Organized labor stood on the winning
side when this social legislation made it into the statute books, but in the
years since 1970 American unions have been unable to make the rights revolution
work for them. In health care employment, in California agriculture, in the teaching professions, and in some
service trades the civil rights impulse did merge with and advance the union
cause. But for most of U.S. labor, especially that centered in the private
sector, rights-consciousness, which has revolutionized race and gender
relations, has had little organizational payoff. Indeed, if one just looks at
the timing and the numbers, an inverse relationship may well link the decline
of unionism and rise of 1960s-1970s rights-consciousness.
When we look at the way the American
labor law has functioned, the problems become clear. Rights are universal and
individual, which means that employers and individual members of management
enjoy them just as much as workers. Under a regime of rights, it becomes very
difficult to privilege a trade union as an institution that stands apart and
above that of its membership. Take the issue of free speech for example. Under
the original Wagner Act, there was no such thing as employer free speech. The
existence of a trade union was entirely dependent upon employee choice,
facilitated and protected by the federal government. But U.S. employers soon claimed that under any such regime, their
constitutional rights of free speech were being abridged. In the 1930s and 1940s
unions and the National Labor Relations Board (created by the Wagner Act) tried
to argue that employer speech in union election contests was tantamount to
intimidation or coercion. But this understanding of the social and
psychological potency of employer speech was soon cast aside; Congress and the
courts proved sympathetic to the management claim that in any union
certification election their voice could not be silenced. The 1947 Taft-Hartley
Act codified this claim and American courts have proven highly sympathetic to
the protection of this management "right." In the contemporary
American workplace, employers use their free speech rights to hire
psychologically sophisticated anti-union consultants, organize pro-company
employee groups, hold mandatory captive audience meetings, tell workers that
the factory will close or wages will decrease if they vote for a union, and
spend millions of dollars on all sorts of anti-union propaganda.[11]
As deployed in American law and
political culture, a discourse of rights has also subverted the very idea, and
the institutional expression, of union solidarity. This is because solidarity
is not just a song or a sentiment, but requires a measure of coercion that can
enforce the social bond when not all members of the organization - or the
picket line - are in full agreement. Unions are combat organizations, and
solidarity is not just another word for majority rule, especially when their
existence is at stake. Thus, in recent decades, employer anti-unionism has
become increasingly oriented toward the ostensible protection of the individual
rights of workers as against undemocratic unions and restrictive contracts that
hamper the free choice of employees. A national Right-to-Work Committee,
initially funded by Southern textile interests, specializes in making use of
the new rights language, civil libertarian if not actually that of the civil
rights movement, in order to perforate union solidarity and discredit the union
idea. The Right-To-Work Committee has therefore declared the NAACP
"prostituted" when that organization aligned itself with the AFL-CIO
legislative agenda. Because of its "marriage of convenience to
monopolistic labor unions," asserted a Committee official, the NAACP's
"first priority goes not to restricting union racial discrimination, but
to striking down all state laws against compulsory unionism."[12]

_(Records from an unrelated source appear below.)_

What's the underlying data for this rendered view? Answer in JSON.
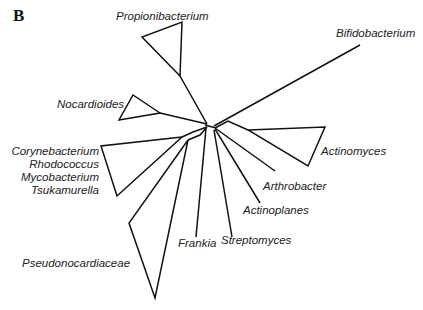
{
  "panel_label": "B",
  "diagram_type": "unrooted phylogenetic tree",
  "taxa": [
    {
      "name": "Propionibacterium",
      "shape": "collapsed-clade"
    },
    {
      "name": "Bifidobacterium",
      "shape": "single-branch"
    },
    {
      "name": "Nocardioides",
      "shape": "collapsed-clade"
    },
    {
      "name": "Corynebacterium",
      "shape": "collapsed-clade"
    },
    {
      "name": "Rhodococcus",
      "shape": "collapsed-clade"
    },
    {
      "name": "Mycobacterium",
      "shape": "collapsed-clade"
    },
    {
      "name": "Tsukamurella",
      "shape": "collapsed-clade"
    },
    {
      "name": "Actinomyces",
      "shape": "collapsed-clade"
    },
    {
      "name": "Arthrobacter",
      "shape": "single-branch"
    },
    {
      "name": "Actinoplanes",
      "shape": "single-branch"
    },
    {
      "name": "Frankia",
      "shape": "single-branch"
    },
    {
      "name": "Streptomyces",
      "shape": "single-branch"
    },
    {
      "name": "Pseudonocardiaceae",
      "shape": "collapsed-clade"
    }
  ],
  "colors": {
    "line": "#111111",
    "text": "#222222",
    "background": "#ffffff"
  }
}
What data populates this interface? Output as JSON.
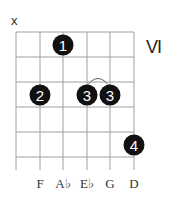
{
  "chord": {
    "muted_marker": "x",
    "position_label": "VI",
    "strings": 6,
    "frets": 5,
    "fingers": [
      {
        "finger": "1",
        "string": 3,
        "fret": 1
      },
      {
        "finger": "2",
        "string": 2,
        "fret": 3
      },
      {
        "finger": "3",
        "string": 4,
        "fret": 3
      },
      {
        "finger": "3",
        "string": 5,
        "fret": 3
      },
      {
        "finger": "4",
        "string": 6,
        "fret": 5
      }
    ],
    "tie": {
      "from_string": 4,
      "to_string": 5,
      "fret": 3
    },
    "notes": [
      "",
      "F",
      "A♭",
      "E♭",
      "G",
      "D"
    ]
  },
  "colors": {
    "grid": "#9a9a9a",
    "dot": "#111111",
    "dot_text": "#ffffff"
  }
}
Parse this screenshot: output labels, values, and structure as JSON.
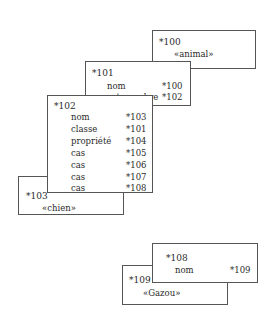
{
  "nodes": {
    "n100": {
      "id": "*100",
      "value": "«animal»"
    },
    "n101": {
      "id": "*101",
      "slots": [
        {
          "key": "nom",
          "ref": "*100"
        },
        {
          "key": "est-membre",
          "ref": "*102"
        }
      ]
    },
    "n102": {
      "id": "*102",
      "slots": [
        {
          "key": "nom",
          "ref": "*103"
        },
        {
          "key": "classe",
          "ref": "*101"
        },
        {
          "key": "propriété",
          "ref": "*104"
        },
        {
          "key": "cas",
          "ref": "*105"
        },
        {
          "key": "cas",
          "ref": "*106"
        },
        {
          "key": "cas",
          "ref": "*107"
        },
        {
          "key": "cas",
          "ref": "*108"
        }
      ]
    },
    "n103": {
      "id": "*103",
      "value": "«chien»"
    },
    "n108": {
      "id": "*108",
      "slots": [
        {
          "key": "nom",
          "ref": "*109"
        }
      ]
    },
    "n109": {
      "id": "*109",
      "value": "«Gazou»"
    }
  }
}
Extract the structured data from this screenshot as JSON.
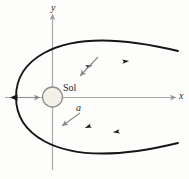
{
  "figure": {
    "background_color": "#fdfdfc",
    "axes": {
      "x_label": "x",
      "y_label": "y",
      "axis_color": "#a6a6a6",
      "x_axis_y": 97,
      "y_axis_x": 52,
      "x_axis_start": 4,
      "x_axis_end": 177,
      "y_axis_start": 14,
      "y_axis_end": 170
    },
    "central_body": {
      "name": "Sol",
      "label": "Sol",
      "center_x": 52,
      "center_y": 97,
      "radius": 10,
      "fill_color": "#f2efe6",
      "stroke_color": "#8f8f8f"
    },
    "parameter": {
      "label": "a",
      "description": "semi-major axis / periapsis distance marker",
      "leader_color": "#8a8a8a"
    },
    "trajectory": {
      "type": "hyperbola",
      "curve_color": "#1a1a1a",
      "vertex_x": 16,
      "vertex_y": 97,
      "direction": "outbound",
      "upper_branch_end_x": 178,
      "upper_branch_end_y": 51,
      "lower_branch_end_x": 178,
      "lower_branch_end_y": 146,
      "upper_arrow_marks": 2,
      "lower_arrow_marks": 2
    },
    "annotations": [
      {
        "name": "radius-pointer",
        "from": "Sol",
        "to": "upper branch"
      },
      {
        "name": "a-pointer",
        "from": "a",
        "to": "lower branch"
      },
      {
        "name": "focus-pointer",
        "from": "vertex",
        "to": "Sol"
      }
    ]
  }
}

A further counterposition between
the "rights" of workers and the potency of the union idea has arisen
out a series of judicial decisions that privilege an extremely individualistic
conception of worker rights. A distinction between the economic and political
rights of an individual worker came to seem more natural in the United States with the devaluation of collective bargaining and the rise
of civil rights and civil liberties consciousness in the 1950s and 1960s. As
early as 1961, Hugo Black, one of the Supreme Court's most aggressive civil
libertarians, argued that any attempt to make a dissenting unionist contribute
to the political funds of his organization was "extortion" that the
government had "no…power to enforce." Today, right-wing, anti-union
forces take this species of rights liberalism and throw it back at labor in an
effort to strip unions of any right to used employee dues money to endorse
political candidates, mobilize their membership for a particular cause, or
lobby Congress or the state legislatures. In California the unions had to spend upwards of $30 million to defeat a
ballot proposition that would have virtually stripped unions of their capacity
to mobilize membership dues on behalf of a unified political program.[13]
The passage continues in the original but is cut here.